3. Your First Program, Line by Line
Every C++ program has the same skeleton. #include iostream pulls in the input/output library so you can print and read text. int main() is the entry point — the place execution begins. Inside it, std::cout sends text to the screen and std::endl ends the line. Read every comment in the worked example below, then run it.
4. Comments, Namespaces & Semicolons
Three small things carry a lot of weight. A comment ( // for one line, /* ... */ for several) is a note the compiler ignores — use it to explain why . The std:: prefix is a namespace : it says "find cout inside the standard library", which keeps names from clashing in big programs. And the semicolon ends every statement, because C++ ignores line breaks and needs a marker for where one instruction stops.
Your turn. The program below is almost complete — fill in the three blanks marked ___ using the hints in the comments, then run it.
5. Reading Input with std::cin
Output sends data out ; input brings data in . std::cin reads what the user types, using the operator. Notice the arrows point opposite ways: std::cout pushes text out to the screen, while std::cin pulls a typed value into a variable. Run the worked example, then complete the guided one.

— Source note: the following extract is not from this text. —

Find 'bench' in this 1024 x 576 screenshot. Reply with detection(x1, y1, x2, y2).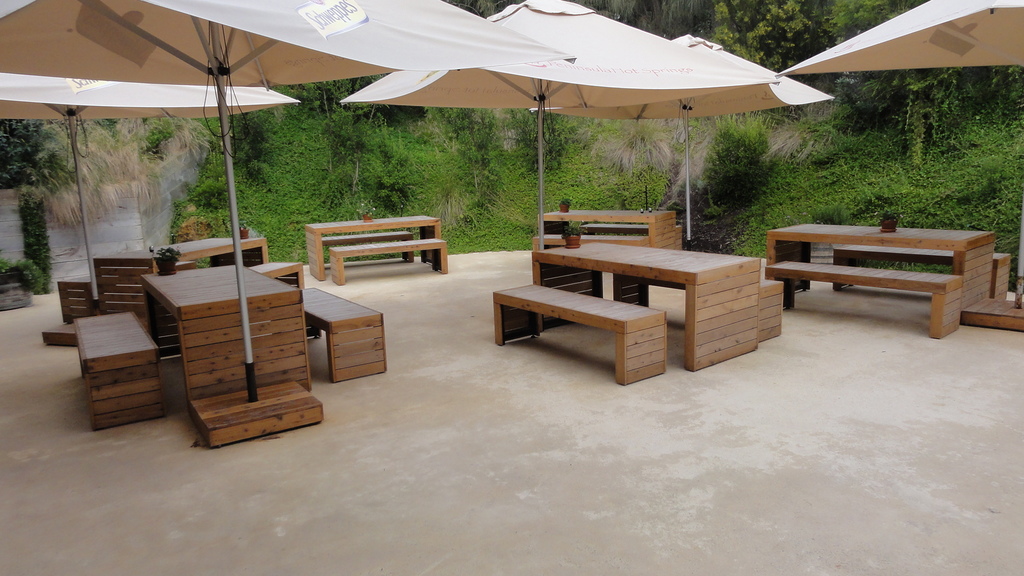
detection(326, 235, 450, 285).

Now you try. Fill in the two blanks so the program reads a city and greets it.
No blanks this time — just a brief and a starter outline. Build it, run it, and check your output against the example in the comments. This is exactly the kind of small program everything bigger is made of.
Practice quiz
Which header must you #include to use std::cout and std::cin?
- <string>
- <iostream>
- <stdio>
- <output>
Answer: <iostream>. <iostream> provides the input/output streams std::cout and std::cin.
Where does execution of a C++ program begin?
- The first #include
- The first function alphabetically
- int main()
- The last line of the file
Answer: int main(). int main() is the entry point — execution always starts there.
Which operator sends text to the screen with std::cout?
- << (insertion)
- >> (extraction)
- = (assignment)
- -> (arrow)
Answer: << (insertion). std::cout uses the << insertion operator to push text out to the screen.
Which operator reads keyboard input into a variable with std::cin?
- <<
- =
- >>
- &&
Answer: >>. std::cin uses the >> extraction operator to pull typed input into a variable.
What does 'return 0;' at the end of main() conventionally mean?
- The program failed
- The program finished successfully
- Print zero to screen
- Loop back to the start
Answer: The program finished successfully. By convention 0 means the program finished successfully; non-zero signals an error.
What does std::endl do?
- Ends the program
- Deletes the last character
- Ends the current line (like pressing Enter)
- Empties the variable
Answer: Ends the current line (like pressing Enter). std::endl ends the current line, like pressing Enter.
Why must you write std:: before cout (without 'using namespace std;')?
- std:: makes it run faster
- cout lives in the std namespace
- It is required punctuation for every word
- It changes cout to uppercase
Answer: cout lives in the std namespace. cout lives inside the standard library's std namespace, so its full name is std::cout.
What marks the end of a statement in C++?
- A new line
- A semicolon ;
- A period .
- A closing brace }
Answer: A semicolon ;. C++ ignores line breaks; the semicolon marks where one statement ends.
Which is a correct single-line comment in C++?
- # a note
- // a note
- <!-- a note -->
- ** a note
Answer: // a note. // begins a single-line comment; everything after it on the line is ignored.
What command compiles main.cpp into a program called app with g++?
- g++ main.cpp -o app
- run main.cpp app
- g++ app -o main.cpp
- compile main.cpp app
Answer: g++ main.cpp -o app. g++ main.cpp -o app compiles main.cpp; the -o flag names the output 'app'.